When interest rates ‘will fall SEVEN times’: Westpac reveals forecast that will give hope to millions of mortgage holders and first home buyers
- Westpac expects seven rates cuts 2024, 2025
- That’s after three rises in March, April and May
Westpac is now expecting seven interest rate cuts in 2024 and 2025 after severe Reserve Bank hikes whack the economy.
Borrowers since May last year have copped nine consecutive monthly RBA rate increases, and Westpac is expecting three more in March, April and May that would take the cash rate to an 11-year high of 4.1 per cent.
But after that, Westpac chief economist Bill Evans is expecting the Reserve Bank to begin cutting interest rates by the end of March 2024.
‘While we expect the economy to stagnate in the second half of 2023 there will not be sufficient progress in bringing inflation into line with the target before the end of 2023 to accommodate earlier rate cuts,’ he said.
Westpac is now expecting seven interest rate cuts in 2024 and 2025 after severe Reserve Bank hikes whack the economy (pictured is a Sydney branch)
Westpac had the RBA cutting rates by a quarter of a percentage point by the March quarter of 2024, taking the cash rate back down to 3.85 per cent.
Another 25 basis point rate cut by the end of June 2024 would reduce that to 3.6 per cent before another 0.25 percentage point easing by the September quarter of 2024 took it to 3.35 per cent – where the cash rate is now.
That would be followed by another rate cut by December 2024, taking the cash rate down to 3.1 per cent.
Then there would be four more cuts in 2025, starting with a 25 basis point easing in the March quarter, taking it down to 2.85 per cent.
Another 0.25 percentage point reduction in the June quarter of 2025 would take it to 2.6 per cent followed by another quarter of a percentage point easing in the September quarter of 2025 that would take it to 2.35 per cent.
Those seven rate cuts in 2024 and 2025 would simply take the RBA cash rate back to where it was in early October 2022.
Inflation last year surged by 7.8 per cent, the steepest pace since 1990 and a level well beyond the RBA’s 2 to 3 per cent target.
Westpac is now expecting inflation to drop to 4 per cent by the end of 2023 and to 3 per cent by the end of 2024 ‘allowing a policy response to a stagnating economy by the first quarter of 2024’.
The Reserve Bank is not expecting headline inflation, also known as the consumer price index, to fall to 3 per cent until the June quarter of 2025.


- [EXERCISE]: Write out the records once more, exactly as given.

- [INPUT FOR THIS TASK]:

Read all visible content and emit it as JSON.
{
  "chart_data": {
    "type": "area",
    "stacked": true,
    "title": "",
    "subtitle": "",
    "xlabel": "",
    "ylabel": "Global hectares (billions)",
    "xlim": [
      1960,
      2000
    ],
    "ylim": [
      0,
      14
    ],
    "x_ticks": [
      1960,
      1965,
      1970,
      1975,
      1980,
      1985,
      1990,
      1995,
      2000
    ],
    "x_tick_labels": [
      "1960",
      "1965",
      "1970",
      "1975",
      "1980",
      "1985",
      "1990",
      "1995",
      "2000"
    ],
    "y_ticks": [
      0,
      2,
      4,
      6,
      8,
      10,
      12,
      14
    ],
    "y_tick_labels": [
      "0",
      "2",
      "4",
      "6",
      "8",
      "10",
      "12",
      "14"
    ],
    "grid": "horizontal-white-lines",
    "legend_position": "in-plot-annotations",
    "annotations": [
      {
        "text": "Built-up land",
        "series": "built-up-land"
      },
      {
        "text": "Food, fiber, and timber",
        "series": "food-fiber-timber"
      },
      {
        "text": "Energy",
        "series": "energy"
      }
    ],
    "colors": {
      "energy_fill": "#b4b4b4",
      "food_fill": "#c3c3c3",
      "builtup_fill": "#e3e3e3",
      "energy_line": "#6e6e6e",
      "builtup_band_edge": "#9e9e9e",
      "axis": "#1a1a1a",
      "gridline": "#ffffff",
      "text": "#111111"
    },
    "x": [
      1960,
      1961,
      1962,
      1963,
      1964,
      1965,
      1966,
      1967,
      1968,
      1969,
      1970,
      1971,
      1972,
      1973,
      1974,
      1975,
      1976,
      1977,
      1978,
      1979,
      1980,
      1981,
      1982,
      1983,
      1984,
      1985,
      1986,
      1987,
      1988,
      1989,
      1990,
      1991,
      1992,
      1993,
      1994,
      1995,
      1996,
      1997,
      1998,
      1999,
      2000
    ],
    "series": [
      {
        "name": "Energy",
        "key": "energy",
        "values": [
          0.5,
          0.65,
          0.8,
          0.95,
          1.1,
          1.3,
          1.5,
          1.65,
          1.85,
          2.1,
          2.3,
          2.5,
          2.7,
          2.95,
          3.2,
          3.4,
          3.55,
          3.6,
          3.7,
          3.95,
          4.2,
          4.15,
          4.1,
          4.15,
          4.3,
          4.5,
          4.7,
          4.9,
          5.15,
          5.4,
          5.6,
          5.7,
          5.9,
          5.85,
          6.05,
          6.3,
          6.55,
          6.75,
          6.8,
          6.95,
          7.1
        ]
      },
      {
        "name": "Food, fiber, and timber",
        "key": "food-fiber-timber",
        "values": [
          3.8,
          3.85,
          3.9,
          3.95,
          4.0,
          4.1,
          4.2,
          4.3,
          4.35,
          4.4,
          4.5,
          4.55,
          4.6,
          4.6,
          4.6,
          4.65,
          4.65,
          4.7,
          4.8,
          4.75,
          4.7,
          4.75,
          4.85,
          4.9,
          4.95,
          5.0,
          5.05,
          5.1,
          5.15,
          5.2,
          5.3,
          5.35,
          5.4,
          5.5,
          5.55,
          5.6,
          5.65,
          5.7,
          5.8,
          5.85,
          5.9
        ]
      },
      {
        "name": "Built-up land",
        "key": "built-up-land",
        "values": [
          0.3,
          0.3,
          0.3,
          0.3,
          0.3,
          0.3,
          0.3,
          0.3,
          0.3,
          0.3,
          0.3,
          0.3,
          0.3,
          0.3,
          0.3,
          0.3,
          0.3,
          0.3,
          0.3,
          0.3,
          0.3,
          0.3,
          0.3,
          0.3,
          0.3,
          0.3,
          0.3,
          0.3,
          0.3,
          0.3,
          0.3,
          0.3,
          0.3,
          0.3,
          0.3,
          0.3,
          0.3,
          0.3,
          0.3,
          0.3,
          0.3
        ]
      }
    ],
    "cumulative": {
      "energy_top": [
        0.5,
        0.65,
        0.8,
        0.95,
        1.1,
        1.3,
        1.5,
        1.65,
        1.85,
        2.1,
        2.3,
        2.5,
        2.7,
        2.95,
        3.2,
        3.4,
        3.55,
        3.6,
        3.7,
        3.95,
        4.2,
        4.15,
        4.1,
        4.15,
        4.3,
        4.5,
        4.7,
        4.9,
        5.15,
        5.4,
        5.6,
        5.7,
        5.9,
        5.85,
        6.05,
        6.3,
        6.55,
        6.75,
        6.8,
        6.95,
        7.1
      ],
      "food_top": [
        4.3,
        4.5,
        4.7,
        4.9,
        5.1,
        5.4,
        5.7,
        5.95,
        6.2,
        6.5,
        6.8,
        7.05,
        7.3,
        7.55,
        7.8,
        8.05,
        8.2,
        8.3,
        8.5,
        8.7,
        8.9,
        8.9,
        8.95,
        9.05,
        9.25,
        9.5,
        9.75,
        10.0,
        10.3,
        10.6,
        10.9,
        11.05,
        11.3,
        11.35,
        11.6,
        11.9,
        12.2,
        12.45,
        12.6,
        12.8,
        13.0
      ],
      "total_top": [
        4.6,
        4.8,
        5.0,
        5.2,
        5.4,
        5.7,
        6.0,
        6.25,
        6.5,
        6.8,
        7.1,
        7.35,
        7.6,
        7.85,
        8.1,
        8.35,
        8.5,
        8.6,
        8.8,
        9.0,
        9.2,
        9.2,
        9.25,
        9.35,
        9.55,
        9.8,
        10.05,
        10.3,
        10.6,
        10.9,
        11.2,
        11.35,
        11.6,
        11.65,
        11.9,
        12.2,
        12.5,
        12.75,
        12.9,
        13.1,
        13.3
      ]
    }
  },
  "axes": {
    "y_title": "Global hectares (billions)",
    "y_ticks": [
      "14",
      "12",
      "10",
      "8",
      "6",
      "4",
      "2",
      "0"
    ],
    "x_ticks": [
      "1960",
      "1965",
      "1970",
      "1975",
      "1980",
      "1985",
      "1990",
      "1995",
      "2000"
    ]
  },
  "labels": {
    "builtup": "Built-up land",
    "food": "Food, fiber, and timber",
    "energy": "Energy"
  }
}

- [ANSWER SECTION]:
Read all visible content and emit it as JSON.
{
  "chart_data": {
    "type": "area",
    "stacked": true,
    "title": "",
    "subtitle": "",
    "xlabel": "",
    "ylabel": "Global hectares (billions)",
    "xlim": [
      1960,
      2000
    ],
    "ylim": [
      0,
      14
    ],
    "x_ticks": [
      1960,
      1965,
      1970,
      1975,
      1980,
      1985,
      1990,
      1995,
      2000
    ],
    "x_tick_labels": [
      "1960",
      "1965",
      "1970",
      "1975",
      "1980",
      "1985",
      "1990",
      "1995",
      "2000"
    ],
    "y_ticks": [
      0,
      2,
      4,
      6,
      8,
      10,
      12,
      14
    ],
    "y_tick_labels": [
      "0",
      "2",
      "4",
      "6",
      "8",
      "10",
      "12",
      "14"
    ],
    "grid": "horizontal-white-lines",
    "legend_position": "in-plot-annotations",
    "annotations": [
      {
        "text": "Built-up land",
        "series": "built-up-land"
      },
      {
        "text": "Food, fiber, and timber",
        "series": "food-fiber-timber"
      },
      {
        "text": "Energy",
        "series": "energy"
      }
    ],
    "colors": {
      "energy_fill": "#b4b4b4",
      "food_fill": "#c3c3c3",
      "builtup_fill": "#e3e3e3",
      "energy_line": "#6e6e6e",
      "builtup_band_edge": "#9e9e9e",
      "axis": "#1a1a1a",
      "gridline": "#ffffff",
      "text": "#111111"
    },
    "x": [
      1960,
      1961,
      1962,
      1963,
      1964,
      1965,
      1966,
      1967,
      1968,
      1969,
      1970,
      1971,
      1972,
      1973,
      1974,
      1975,
      1976,
      1977,
      1978,
      1979,
      1980,
      1981,
      1982,
      1983,
      1984,
      1985,
      1986,
      1987,
      1988,
      1989,
      1990,
      1991,
      1992,
      1993,
      1994,
      1995,
      1996,
      1997,
      1998,
      1999,
      2000
    ],
    "series": [
      {
        "name": "Energy",
        "key": "energy",
        "values": [
          0.5,
          0.65,
          0.8,
          0.95,
          1.1,
          1.3,
          1.5,
          1.65,
          1.85,
          2.1,
          2.3,
          2.5,
          2.7,
          2.95,
          3.2,
          3.4,
          3.55,
          3.6,
          3.7,
          3.95,
          4.2,
          4.15,
          4.1,
          4.15,
          4.3,
          4.5,
          4.7,
          4.9,
          5.15,
          5.4,
          5.6,
          5.7,
          5.9,
          5.85,
          6.05,
          6.3,
          6.55,
          6.75,
          6.8,
          6.95,
          7.1
        ]
      },
      {
        "name": "Food, fiber, and timber",
        "key": "food-fiber-timber",
        "values": [
          3.8,
          3.85,
          3.9,
          3.95,
          4.0,
          4.1,
          4.2,
          4.3,
          4.35,
          4.4,
          4.5,
          4.55,
          4.6,
          4.6,
          4.6,
          4.65,
          4.65,
          4.7,
          4.8,
          4.75,
          4.7,
          4.75,
          4.85,
          4.9,
          4.95,
          5.0,
          5.05,
          5.1,
          5.15,
          5.2,
          5.3,
          5.35,
          5.4,
          5.5,
          5.55,
          5.6,
          5.65,
          5.7,
          5.8,
          5.85,
          5.9
        ]
      },
      {
        "name": "Built-up land",
        "key": "built-up-land",
        "values": [
          0.3,
          0.3,
          0.3,
          0.3,
          0.3,
          0.3,
          0.3,
          0.3,
          0.3,
          0.3,
          0.3,
          0.3,
          0.3,
          0.3,
          0.3,
          0.3,
          0.3,
          0.3,
          0.3,
          0.3,
          0.3,
          0.3,
          0.3,
          0.3,
          0.3,
          0.3,
          0.3,
          0.3,
          0.3,
          0.3,
          0.3,
          0.3,
          0.3,
          0.3,
          0.3,
          0.3,
          0.3,
          0.3,
          0.3,
          0.3,
          0.3
        ]
      }
    ],
    "cumulative": {
      "energy_top": [
        0.5,
        0.65,
        0.8,
        0.95,
        1.1,
        1.3,
        1.5,
        1.65,
        1.85,
        2.1,
        2.3,
        2.5,
        2.7,
        2.95,
        3.2,
        3.4,
        3.55,
        3.6,
        3.7,
        3.95,
        4.2,
        4.15,
        4.1,
        4.15,
        4.3,
        4.5,
        4.7,
        4.9,
        5.15,
        5.4,
        5.6,
        5.7,
        5.9,
        5.85,
        6.05,
        6.3,
        6.55,
        6.75,
        6.8,
        6.95,
        7.1
      ],
      "food_top": [
        4.3,
        4.5,
        4.7,
        4.9,
        5.1,
        5.4,
        5.7,
        5.95,
        6.2,
        6.5,
        6.8,
        7.05,
        7.3,
        7.55,
        7.8,
        8.05,
        8.2,
        8.3,
        8.5,
        8.7,
        8.9,
        8.9,
        8.95,
        9.05,
        9.25,
        9.5,
        9.75,
        10.0,
        10.3,
        10.6,
        10.9,
        11.05,
        11.3,
        11.35,
        11.6,
        11.9,
        12.2,
        12.45,
        12.6,
        12.8,
        13.0
      ],
      "total_top": [
        4.6,
        4.8,
        5.0,
        5.2,
        5.4,
        5.7,
        6.0,
        6.25,
        6.5,
        6.8,
        7.1,
        7.35,
        7.6,
        7.85,
        8.1,
        8.35,
        8.5,
        8.6,
        8.8,
        9.0,
        9.2,
        9.2,
        9.25,
        9.35,
        9.55,
        9.8,
        10.05,
        10.3,
        10.6,
        10.9,
        11.2,
        11.35,
        11.6,
        11.65,
        11.9,
        12.2,
        12.5,
        12.75,
        12.9,
        13.1,
        13.3
      ]
    }
  },
  "axes": {
    "y_title": "Global hectares (billions)",
    "y_ticks": [
      "14",
      "12",
      "10",
      "8",
      "6",
      "4",
      "2",
      "0"
    ],
    "x_ticks": [
      "1960",
      "1965",
      "1970",
      "1975",
      "1980",
      "1985",
      "1990",
      "1995",
      "2000"
    ]
  },
  "labels": {
    "builtup": "Built-up land",
    "food": "Food, fiber, and timber",
    "energy": "Energy"
  }
}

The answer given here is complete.